December is the planning month. No hard deadlines, but several actions here prevent scrambling in January. If you have not yet paid your 2025 taxes and do not plan to use the half-payment option, set up your payment now at MyHarrisCountyTax.com. The portal's prepayment plan option allows homeowners to make monthly automatic prepayments toward their property taxes throughout the year, easing the financial burden of a single lump-sum bill. Setting up that plan in December 2026 for your 2026 taxes avoids the January crunch entirely.
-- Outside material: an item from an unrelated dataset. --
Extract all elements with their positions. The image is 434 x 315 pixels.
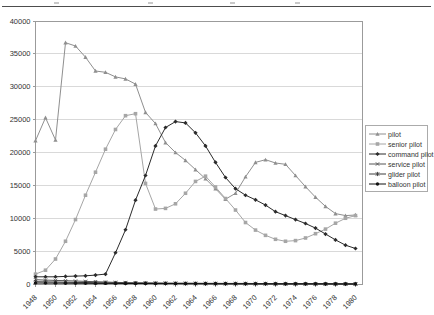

If you are planning any significant home improvements — an addition, a pool, a detached garage — the HCAD assessment date for any given tax year is January 1. Work completed and permitted before January 1 will be visible to HCAD's appraisers for the upcoming year's valuation. Work permitted after January 1 generally falls into the next assessment cycle. Big improvements such as additions, pools, and extensive remodels are new value and aren't protected by the cap. Consider timing upgrades after the cap is in place. Timing major projects strategically can defer a portion of the resulting tax increase by twelve months.
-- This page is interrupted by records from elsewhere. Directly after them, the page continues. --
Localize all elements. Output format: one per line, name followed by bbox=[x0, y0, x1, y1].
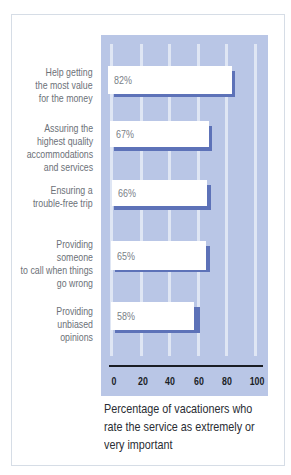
bar-value-label: 82% bbox=[114, 74, 132, 86]
gridline bbox=[254, 44, 257, 356]
category-label: Help getting the most value for the mone… bbox=[36, 66, 93, 105]
x-tick-label: 100 bbox=[250, 375, 265, 387]
category-label: Assuring the highest quality accommodati… bbox=[26, 122, 93, 174]
category-label: Providing someone to call when things go… bbox=[19, 238, 93, 290]
x-tick-label: 80 bbox=[222, 375, 232, 387]
chart-plot-area: 82% 67% 66% 65% 58% 0 20 40 60 80 100 bbox=[101, 35, 268, 396]
x-tick-label: 40 bbox=[165, 375, 175, 387]
bar-value-label: 67% bbox=[116, 128, 134, 140]
bar-value-label: 66% bbox=[118, 187, 136, 199]
bar-someone-to-call: 65% bbox=[111, 241, 206, 270]
bar-value-label: 65% bbox=[117, 250, 135, 262]
x-axis-line bbox=[109, 365, 263, 367]
bar-trouble-free-trip: 66% bbox=[112, 180, 207, 206]
bar-value-label: 58% bbox=[117, 310, 135, 322]
x-tick-label: 0 bbox=[112, 375, 117, 387]
x-tick-label: 20 bbox=[138, 375, 148, 387]
category-label: Ensuring a trouble-free trip bbox=[33, 184, 93, 210]
bar-most-value: 82% bbox=[108, 66, 232, 94]
x-axis-caption: Percentage of vacationers who rate the s… bbox=[104, 400, 291, 454]
category-label: Providing unbiased opinions bbox=[19, 305, 93, 344]
x-tick-label: 60 bbox=[194, 375, 204, 387]
bar-unbiased-opinions: 58% bbox=[111, 302, 194, 330]
bar-quality-accommodations: 67% bbox=[110, 121, 209, 147]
Finally, log in to hcad.org and review your property record for any errors that have accumulated during the year — incorrect square footage, inaccurate improvements listed, wrong year built. Errors caught and corrected in December are fixed before the appraisal cycle restarts in January. Errors discovered in April are rushed.

The Recurring Watch List

A handful of obligations don't fit neatly into one calendar month but can surface at any time and demand a quick response.

Five-year homestead exemption verification. Since 2023, appraisal districts must verify homestead eligibility at least once every five years. If you ignore verification mailers, your exemption can be removed. The first five-year review cycle is already underway. If a taxpayer does not respond, the appraisal district moves forward with removing the homestead exemption. Watch for a verification mailer from HCAD and respond immediately. A removed exemption can add thousands of dollars to your annual tax bill and trigger an escrow shortfall that hits your mortgage payment the following year.
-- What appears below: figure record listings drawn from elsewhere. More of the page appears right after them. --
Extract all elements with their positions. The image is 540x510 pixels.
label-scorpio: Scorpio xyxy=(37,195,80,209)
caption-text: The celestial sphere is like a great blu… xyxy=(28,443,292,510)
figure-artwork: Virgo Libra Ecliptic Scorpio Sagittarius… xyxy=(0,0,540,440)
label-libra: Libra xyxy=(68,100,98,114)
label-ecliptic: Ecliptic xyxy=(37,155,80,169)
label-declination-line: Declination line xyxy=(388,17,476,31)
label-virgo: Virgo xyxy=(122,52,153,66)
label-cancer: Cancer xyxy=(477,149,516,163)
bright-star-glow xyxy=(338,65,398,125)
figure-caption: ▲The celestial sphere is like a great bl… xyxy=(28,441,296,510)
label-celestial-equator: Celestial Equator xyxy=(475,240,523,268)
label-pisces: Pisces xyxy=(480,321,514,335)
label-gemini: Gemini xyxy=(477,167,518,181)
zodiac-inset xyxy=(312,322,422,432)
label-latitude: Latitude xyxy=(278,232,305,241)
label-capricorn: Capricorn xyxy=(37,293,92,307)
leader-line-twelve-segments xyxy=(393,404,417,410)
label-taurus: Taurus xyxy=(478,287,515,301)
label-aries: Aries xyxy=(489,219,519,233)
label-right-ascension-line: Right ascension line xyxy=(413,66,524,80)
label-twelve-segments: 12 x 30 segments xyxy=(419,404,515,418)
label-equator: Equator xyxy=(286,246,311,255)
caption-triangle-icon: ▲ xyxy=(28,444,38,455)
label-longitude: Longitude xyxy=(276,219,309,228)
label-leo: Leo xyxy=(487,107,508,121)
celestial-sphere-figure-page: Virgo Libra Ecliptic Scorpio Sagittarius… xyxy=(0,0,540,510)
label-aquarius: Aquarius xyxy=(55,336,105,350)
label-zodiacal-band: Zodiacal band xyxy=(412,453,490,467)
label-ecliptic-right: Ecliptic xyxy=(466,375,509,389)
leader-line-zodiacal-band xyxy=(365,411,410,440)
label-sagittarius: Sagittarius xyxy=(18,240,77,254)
Late exemption applications. If you missed the April 30 deadline, do not assume all is lost. You can still apply late and claim retroactive exemptions for up to two years. File the late application as soon as you discover the gap. The savings are retroactive to the year you qualified.

Post-ARB options if you lost your protest. If you are still unhappy after the ARB, your next options are binding arbitration or litigation in district court. Binding arbitration requires filing a request and a deposit within 60 days of the ARB order. The deposit is refunded if you prevail. For most owner-occupied homes, arbitration is the more practical path than district court litigation.

New construction and mid-year purchases. The January 1 owner is sent the notice of appraised value. If it is early in the year, the ownership can be changed and the new owner receives the notice. However, if it is later in the year, the January 1 owner or a taxing agent may have already filed a protest for the year on the account. If you close on a home in Harris County mid-year, check HCAD's portal immediately to understand where the account stands in the protest cycle and file your homestead exemption application without delay. Be aware: the homestead cap resets when ownership changes, so property taxes may increase in year two. Keep your HCAD address current, especially if you also maintain a PO Box or split time between properties.

The bottom line for 2026 is straightforward: Harris County rewards homeowners who show up on time with the right paperwork. The protest system is free, the exemption applications are online, and the tax payment portal is better than it has ever been. None of these deadlines require a lawyer or a property tax firm — they require a calendar and about thirty minutes of attention at the right time of year. Mark May 15, April 30, and January 31. Everything else flows from those three dates.